In the early days, our neighbors included a beautiful middle-aged widow from Pittsburgh, Mrs. Murrow, who summered in a double-porched Victorian gem. We also met an outgoing Virginian couple – The Lawsons – and another couple – the Reddys, who had two kids a few years older than ours. But as life changes, so did our little tent neighborhood.
I may have brought the first change, returning the summer of 1991 and breaking the stunning news to my neighbors that Charlie had died less than a week after returning home the previous summer. He was 42.
Then a few years later I showed up with a new husband, and a couple years after that, I showed up with no husband.

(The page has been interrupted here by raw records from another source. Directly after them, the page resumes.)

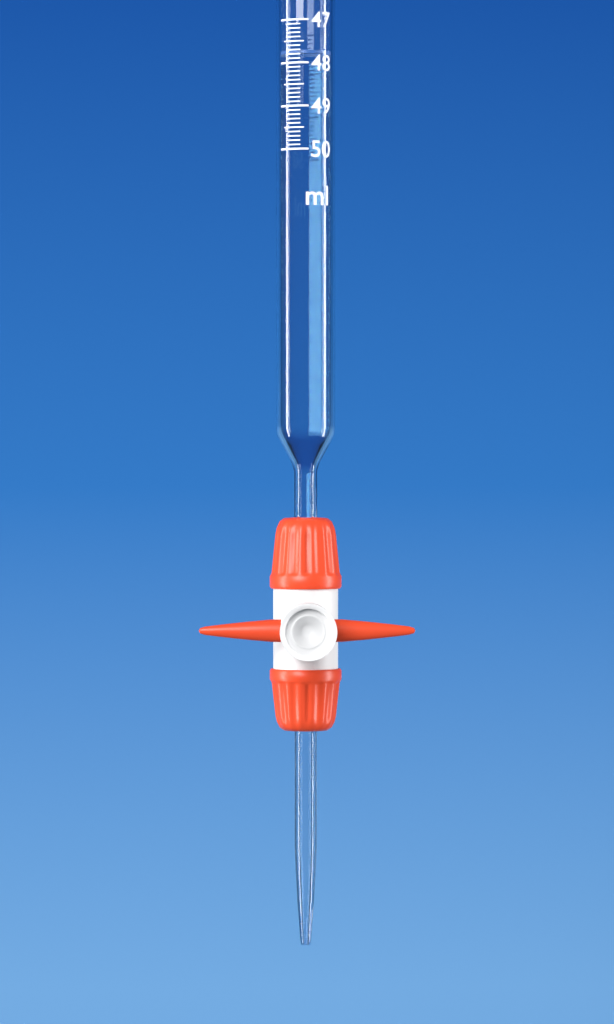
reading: 47.7 ml
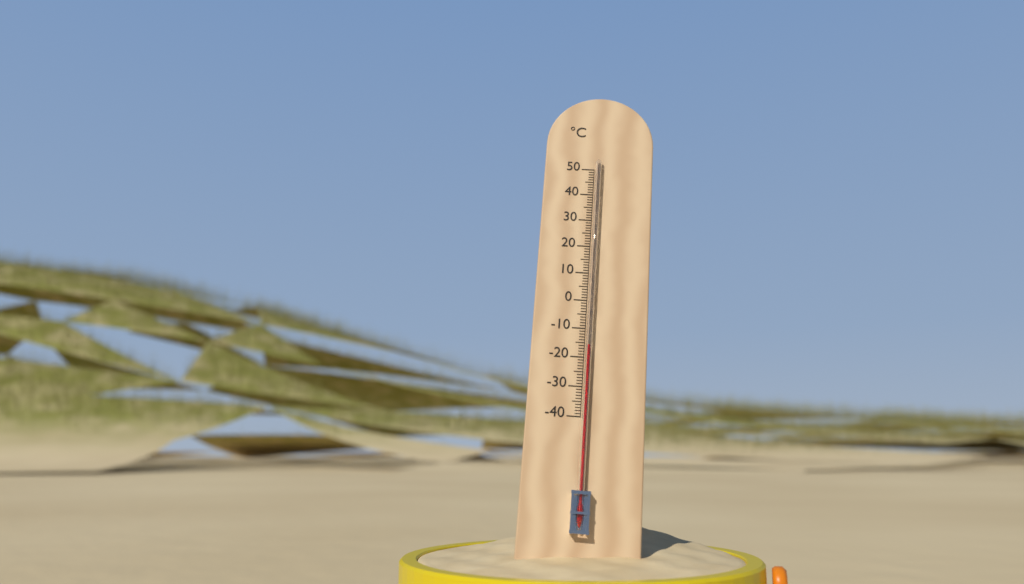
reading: -16 °C
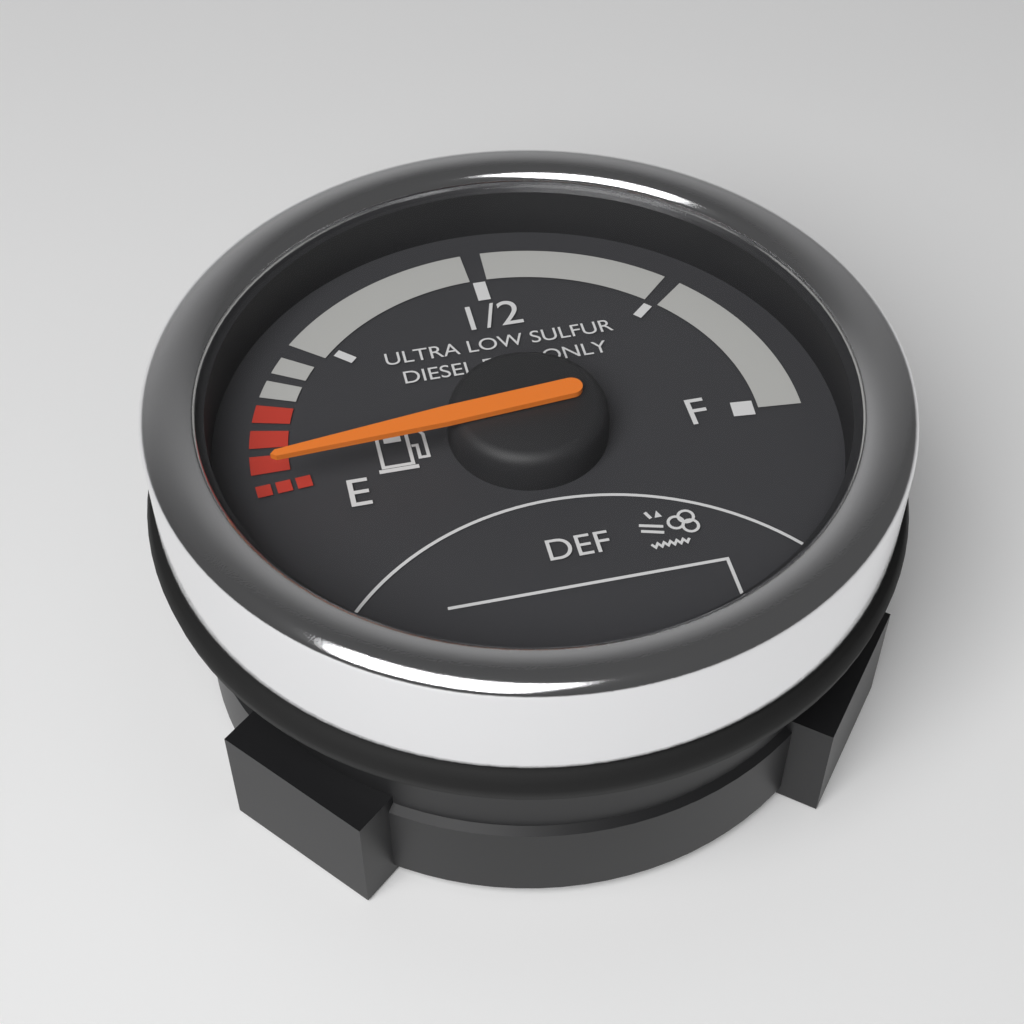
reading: 0.00 (no unit)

The Reddys moved their tent to a more secluded location (hopefully having nothing to do with my dating habits). Unfortunately more tent neighbors sprung up around them. Then Mrs. Murrow stopped coming to the beach because her macular degeneration became too debilitating. However, she continues to rent a tent on the diminishing chance her adult grandkids will show up and take her to the beach. They haven’t.
And then there’s Mrs. Lawson. I remember when she and her husband would wave to Charlie and me, and then, when she too became widowed, she and I became next-door neighbors, so to speak.
Although a generation or two older than me, I was always in awe of this striking, Grace Kellyish elderly woman with blonde hair, a perpetual tan, and flamboyant costume jewelry that unfailingly matched her bathing suit. One day we discovered that we had both graduated from Lower Merion High School outside of Philadelphia.
We talked about similar childhood haunts and then she told me she had a surprise that she would bring to the beach the following day. There she was sitting in a chair under her tent, sporting a much shrunken wool sweater emblazoned with the words Lower Merion High School, each letter an individual wool appliqué, and smelling vaguely of mothballs.
Last night I returned home from Cape May, not having seen Mrs. Lawson’s name on a tent all summer. Earlier, I drove by her summer house. A “For Rent” sign stood on the lawn. By my calculations, based on the year she graduated from LM, Mrs. Lawson would be about 85. I hope she’s well.
It’s nice that I still see the Reddys – in the water as they keep watch over their grandchildren. But I miss the old neighborhood.